James Tostevin, who placed in the top two in the Top 100 Agents ranking for the past four years, explains the tactics he uses when vendors try to get agents to reduce their fees.
Like all agents, I often get asked to reduce my fees. This is something we all need to resist because agents more than justify their fees when we maximise the selling price for vendors.
The problem is that many vendors think fees are the only way to separate one agent from another. That’s why it’s so important to educate the general public about our role and the value we provide.
The main reason vendors ask me to reduce my fee is because they say the other agents they’ve spoken to are willing to work for less. In that situation, the first thing I do is try to isolate the issue and find out if commission is the one thing standing between me being appointed or the listing going to another agent.
I might say, “If we neutralise everything other than the fee for a moment, are you comfortable with me handling the sale?” I want to get a positive answer to that question. If the client is sold on me representing them, it’s easier to fight for the fee that I believe is reasonable. In that scenario, if they’ve spoken to four agents and they admit that I’m the preferred agent, I say in a friendly way, “I’m just a little puzzled. Are you asking me to work for the same fee as the agents that you don’t want?” I then pause.
The client might then say, “Yes, we know your track record is strong, we know you’ve had some great results recently and we feel very comfortable with you, it’s just that these other agents are offering a lower rate of commission.” I explain there’s a reason those agents are cheaper. They don’t have the profile that we do and they haven’t achieved the results that we have.
One vendor recently said to me, “We didn’t ask the agent to reduce their fee, but they did anyway”. I replied, “Imagine that agent in a negotiation. They’ve been prepared to reduce their fee by 20 per cent…” The vendor said, “No, it’s more than that”. That then made it even easier for me to say, “Well, if they’re prepared to reduce their commission by, say, 30 per cent, what are they going to do with the last 5 per cent of your price? Do you think they’re really going to care about that last 3 or 4 or 5 per cent? They’re not, because they don’t care about 30 per cent of their fee!”
Another thing I do is to use case studies to justify my commissions. I give specific examples of how I’ve managed to achieve higher sales prices for previous clients.
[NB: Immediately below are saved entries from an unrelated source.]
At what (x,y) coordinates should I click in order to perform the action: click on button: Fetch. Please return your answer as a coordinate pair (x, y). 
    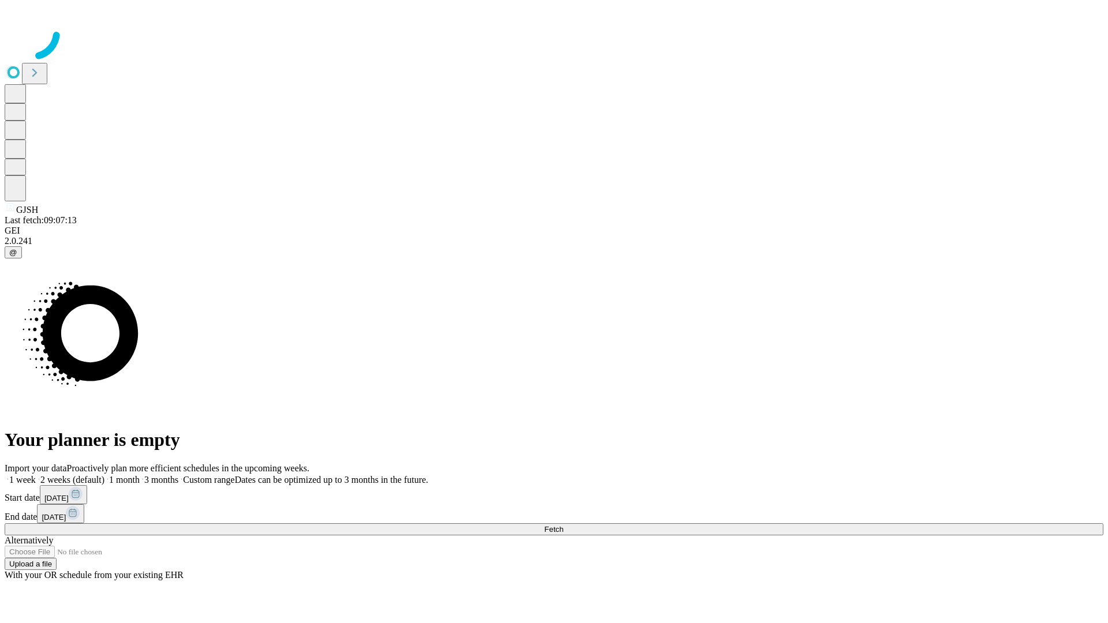
    Looking at the image, I should click on (554, 529). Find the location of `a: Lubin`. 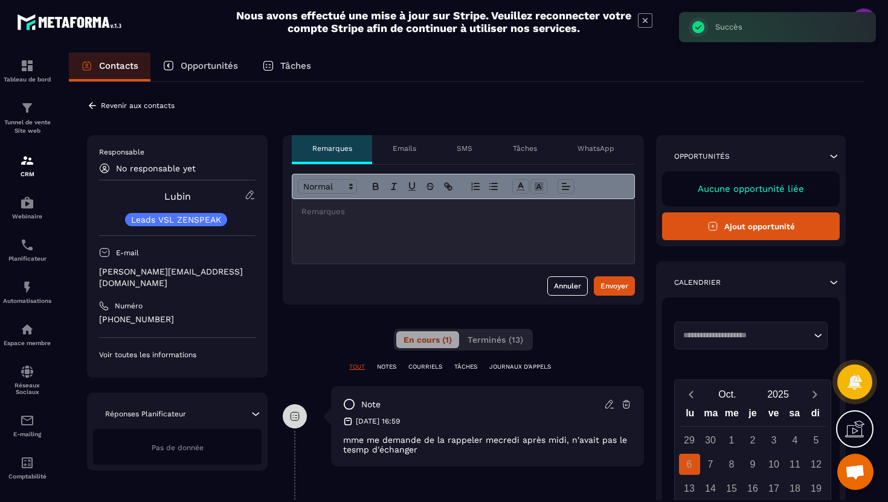

a: Lubin is located at coordinates (178, 196).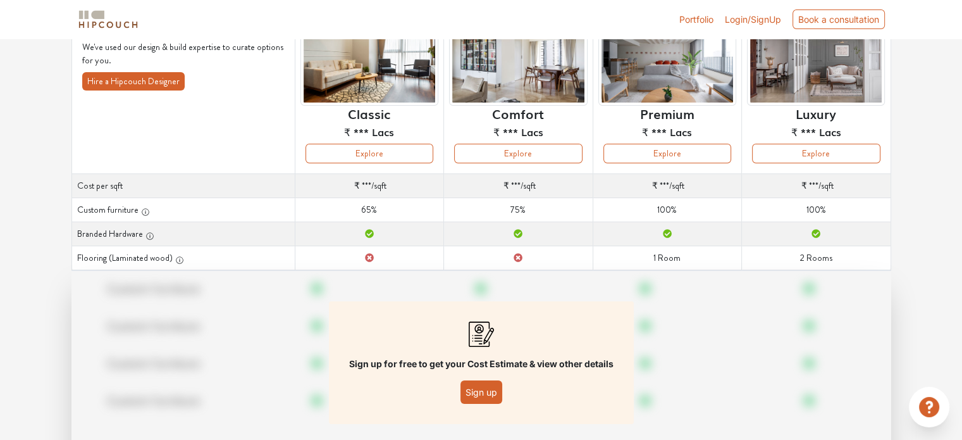 This screenshot has height=440, width=962. Describe the element at coordinates (108, 19) in the screenshot. I see `img: logo-horizontal.svg` at that location.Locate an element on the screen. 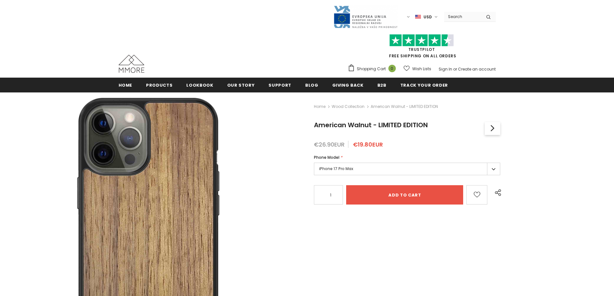 Image resolution: width=614 pixels, height=296 pixels. a: Wood Collection is located at coordinates (348, 106).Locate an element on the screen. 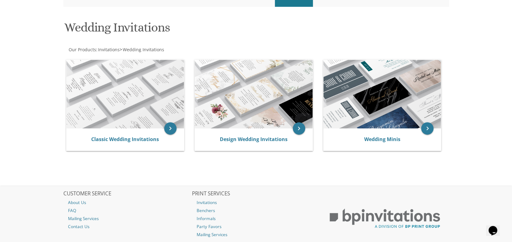 Image resolution: width=512 pixels, height=242 pixels. a: FAQ is located at coordinates (127, 211).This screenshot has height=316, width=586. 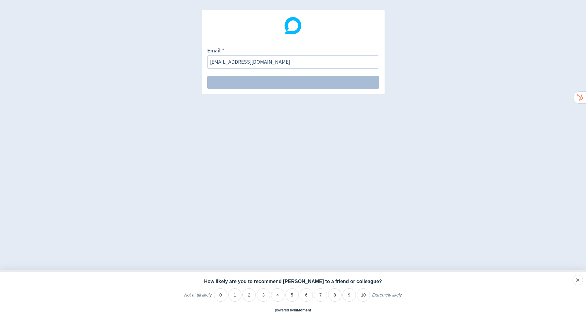 I want to click on label: Extremely likely, so click(x=386, y=298).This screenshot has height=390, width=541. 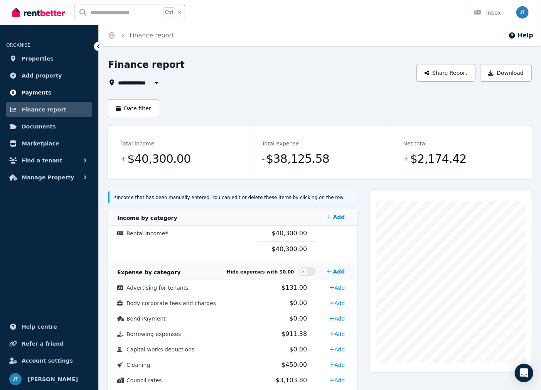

If you’ve been referred to that vendor, it’s brilliant to be able to say, “Look what we did for your friend. We could’ve sold that property for $1.3 million, but we extracted another $62,000. It was our negotiation skills that extracted that $62,000. That should provide you with huge confidence that we should be your selling agent.”
What I always emphasise to my clients is that you don’t judge agents on whether they’re short of the reserve price and end up getting to the reserve price through a negotiation. You judge agents on whether you’re hovering around a figure that’s acceptable to the vendor but the agent then pushes beyond that number in a negotiation, sometimes post-auction, to achieve an even higher price.
There are still vendors out there who fall for the oldest trick in the real estate handbook – agencies trying to win business with the highest appraisal and the lowest fee. Unfortunately, clients who struggle to differentiate agents will be susceptible to that tactic. That’s why it’s so important to be able to explain your point of difference.
Of course, no agent gets their fee every single time. Our office has an average sale price of about $2 million, and in our market the price bracket of the property tends to dictate the percentage that gets charged. It also depends on the profile that listing is going to provide Marshall White and the leads it’s likely to generate.
Yes, there are occasions when we amend the commission, but we also build in performance criteria, which is normally a percentage beyond an agreed price. That agreed price needs to be at a reasonable level, otherwise it defeats the purpose of having a performance-based commission.
What I say in that situation to the client is, “I’ll make a commercial decision on this one occasion, but when we get to sell for you again in five years or 10 years, we wipe the slate clean. We also ask that this is a confidential agreement and is not disclosed to another agent. We also ask that if you recommend us to friends and family, you respect that each situation is different and that could reflect on the commission we charge the next time.”
What I’d like to say to the agents who do reduce their fees on the basis that they think that’s their only point of difference, is I wish you’d think long and hard about the other things you could offer potential clients. I wish you’d direct more effort to preserving your fee rather than automatically reducing it.
James Tostevin is a director of Marshall White Boroondara in Melbourne. He placed first in the Top 100 Agents ranking in 2013, 2014 and 2015 – and placed second in 2016. Mr Tostevin believes the key to success in residential sales is really listening to a client’s needs, applying creative marketing, thorough follow-up, courtesy and careful consideration when providing advice to clients who are buying and selling real estate.